This November Portal II: Inside the Cordillera a group exhibition at October Gallery features the work of Santos Motoapohua de la Torre, Jordan Ann Craig, Gonzalo Hernandez Carrillo and Antonio López Pinedo. The exhibition explores patterns, forms and insights from cultures historically originating from the southern part of the mountain chain, Cordillera, along the western side of the Americas, from northern New Mexico down to Guadalajara, Mexico.
This exhibition - curated by October Gallery’s Director Chili Hawes who comes from the Western Cordillera in Colorado - brings together artists inspired by or living in the ragged igneous and metamorphic rocks of the Cordillera.
The exhibition will feature artists from the Huichol culture, Mexico, who traditionally make works with coloured yarn or small beads pressed on to a wooden surface that have been covered in beeswax. The most renowned Huichol artist in this exhibition is Santos Motoapohua de la Torre whose work captures the Wixarika’s cosmogony. His work was donated by the government of Mexico for installation in the metro station at the Louvre, Paris, and can be found in museums in Chicago, Zacatecas and Nayarit. His Huichol name translates to ”Echo of the Mountain”, the title of a documentary film about him directed by Nicolas Echevarria, which will be shown at the Gallery during the exhibition. Santos Motoapohua de la Torre is from Santa Catarina and now lives and works in Valparaiso.
Jordan Ann Craig, an artist from the Northern Cheyenne, creates paintings, prints and textile works, which are an exploration of existence, time and space, woven from cultural memory and epiphany.
The process is meticulous and meditative, often obsessive in mark and repetition. She draws inspiration from Indigenous textiles, beadwork, pottery and landscapes. Her work shares personal stories through abstraction, colour and rhythm. She engages past, present and future to depict Indigenous design through a contemporary lens. Craig creates new narratives within her work while celebrating her ancestors and Indigenous land. Her abstract paintings and prints expands the definition of Native American art, and how culture is transmitted.
Craig has participated in numerous artist residency programmes and exhibitions nationally and internationally. She earned her BFA from Dartmouth College studying Studio Art and Psychology. Craig’s first residence was in 2018 at the School for Advanced Research, Santa Fe. She is most recently the recipient of the Roswell Artist-in-Residence fellowship, and currently lives and paints in Roswell, New Mexico.
Gonzalo Hernandez Carrillo was born in 1960 in the Huichol community of San Andres, Cohamiata Jalisco and has relocated to the community Santa Catarina Cuexcomatitlan. At the age of 15 he taught himself the art of yarn painting, and in 1985 he began an apprenticeship with artist Mariano Valadez, where he refined his artistic technique. The inspiration for his work comes from the sacred teachings he received as a result of his participation in the traditional ceremonies and the pilgrimages he undertook during his position as temple official in the ceremonial centres of Pochotita and Las Latas. His yarn paintings represent the cosmological universe of the Huichol deities and ancestors. They reflect years of dedication to the study of his religious traditions.
Antonio López Pinedo was raised in a family of Marakames in the Huichol community of Santa Catarina and moved to Guadalajara as a young man where he continues to live and work. Having been brought up by the Marakames, Pinedo learned the importance of ceremonies and pilgrimages. Like Carrillo, Pinedo uses the art of yarn painting inspired by his upbringing. He tries to recreate the visual state that peyote produces.
This exhibition draws inspiration from Mike Jay’s book Mescaline, a definitive history of mescaline, exploring its mind-altering effect across cultures, from ancient Americas to western modernity. From central and northern Mexico to the Rio Grande Valley of the Southwest of the United States, Native Americans have historically used the principal plant medicine Peyote (Lophophora williamsii) which contains mescaline. Further south, the Huichol from Nayarit, Jalisco and Zacatecas undertake an annual pilgrimage to San Luis Potosi, their considered homeland where they ceremonially hunt for the sacred Peyote. Copies of the book Mescaline will be available at the Gallery during the exhibition.
Our grateful thanks to Mike Jay, author Mescaline published by Yale University Press; Guy Ogilvy, writer and historian; Karen Boston, art historian; Humberto Fernandez, Director of Conservación Humana; Susana Valadez, Director, Huichol Centre for Cultural Survival and Traditional Arts, Huejuquilla, Jalisco.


_Task item_: Once the images are set aside, output the listing exactly as it stands.
──────── Dataset
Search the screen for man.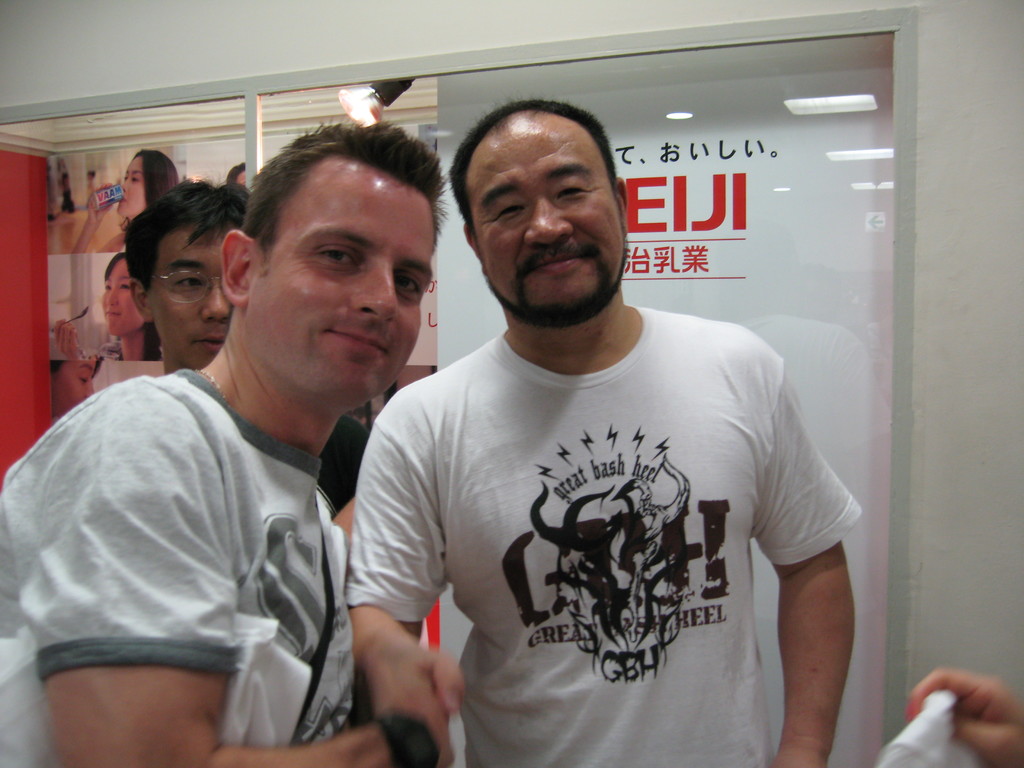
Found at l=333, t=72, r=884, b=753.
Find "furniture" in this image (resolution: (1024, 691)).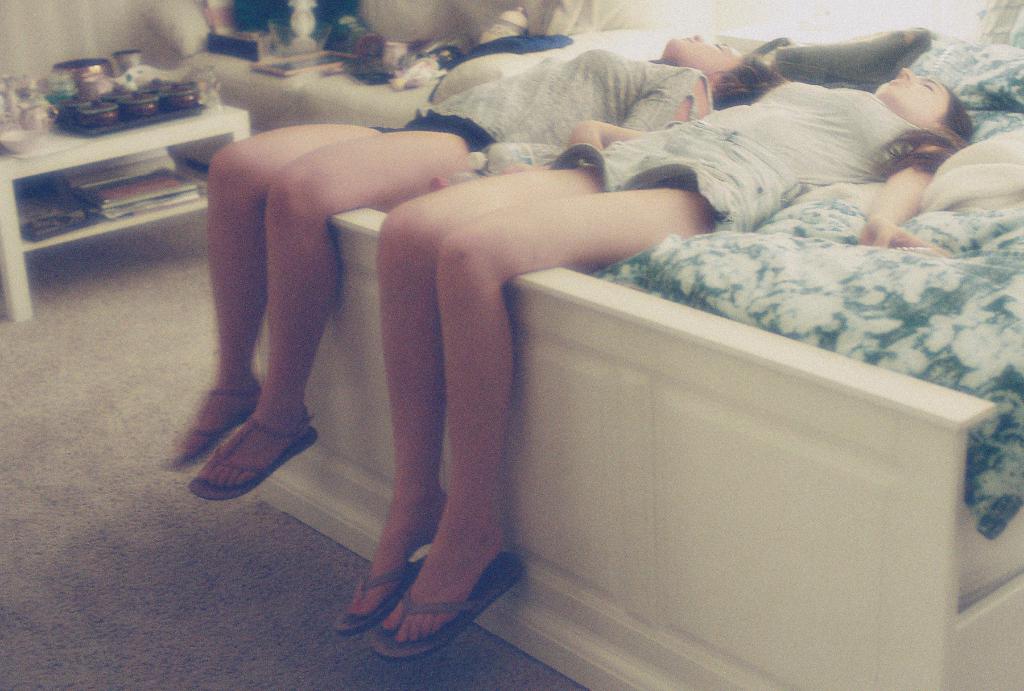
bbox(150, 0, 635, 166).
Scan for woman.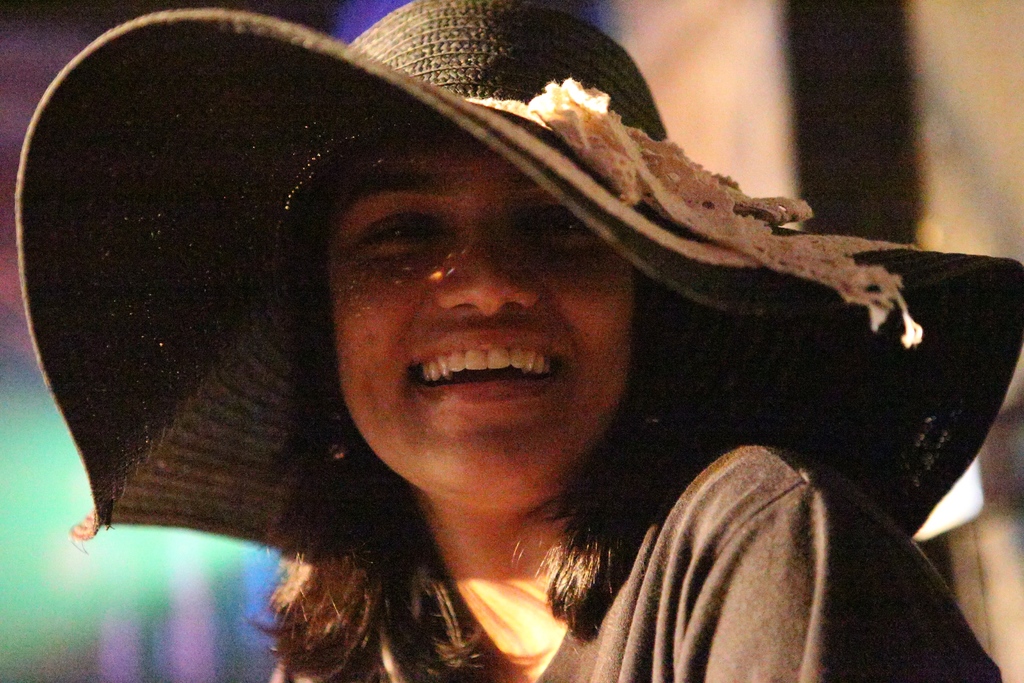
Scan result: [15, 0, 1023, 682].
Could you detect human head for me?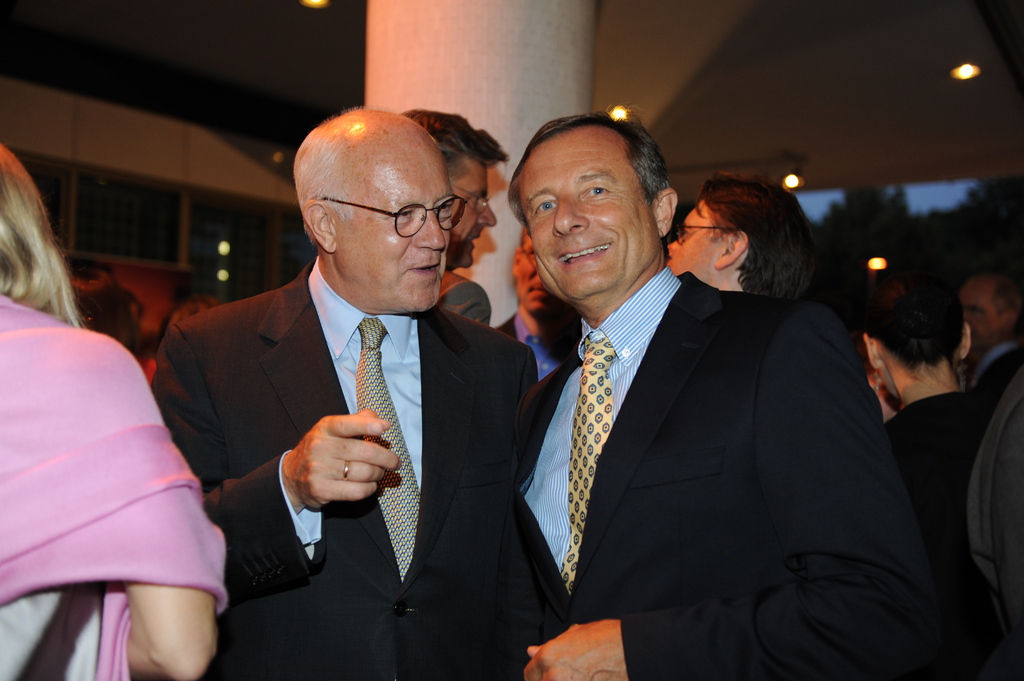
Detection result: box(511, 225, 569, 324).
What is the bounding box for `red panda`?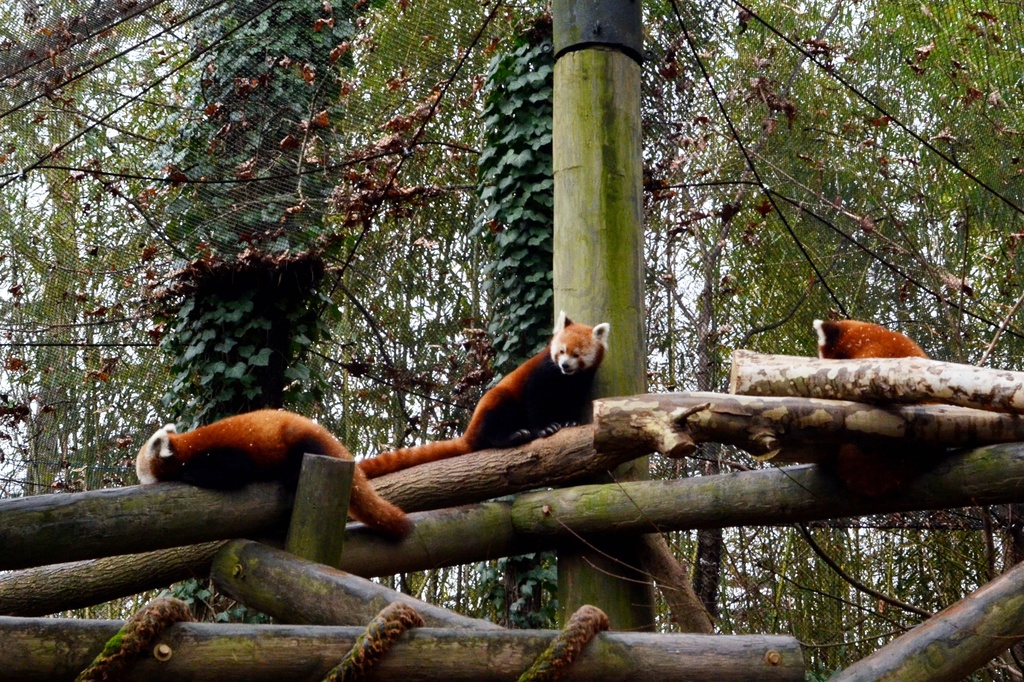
────────────────
_Task output_:
Search the screen for man.
Found at l=333, t=72, r=884, b=753.
Find "furniture" in this image (resolution: (1024, 691)).
bbox(150, 0, 635, 166).
Scan for woman.
Scan result: [15, 0, 1023, 682].
Could you detect human head for me?
Detection result: box(511, 225, 569, 324).
What is the bounding box for `red panda`?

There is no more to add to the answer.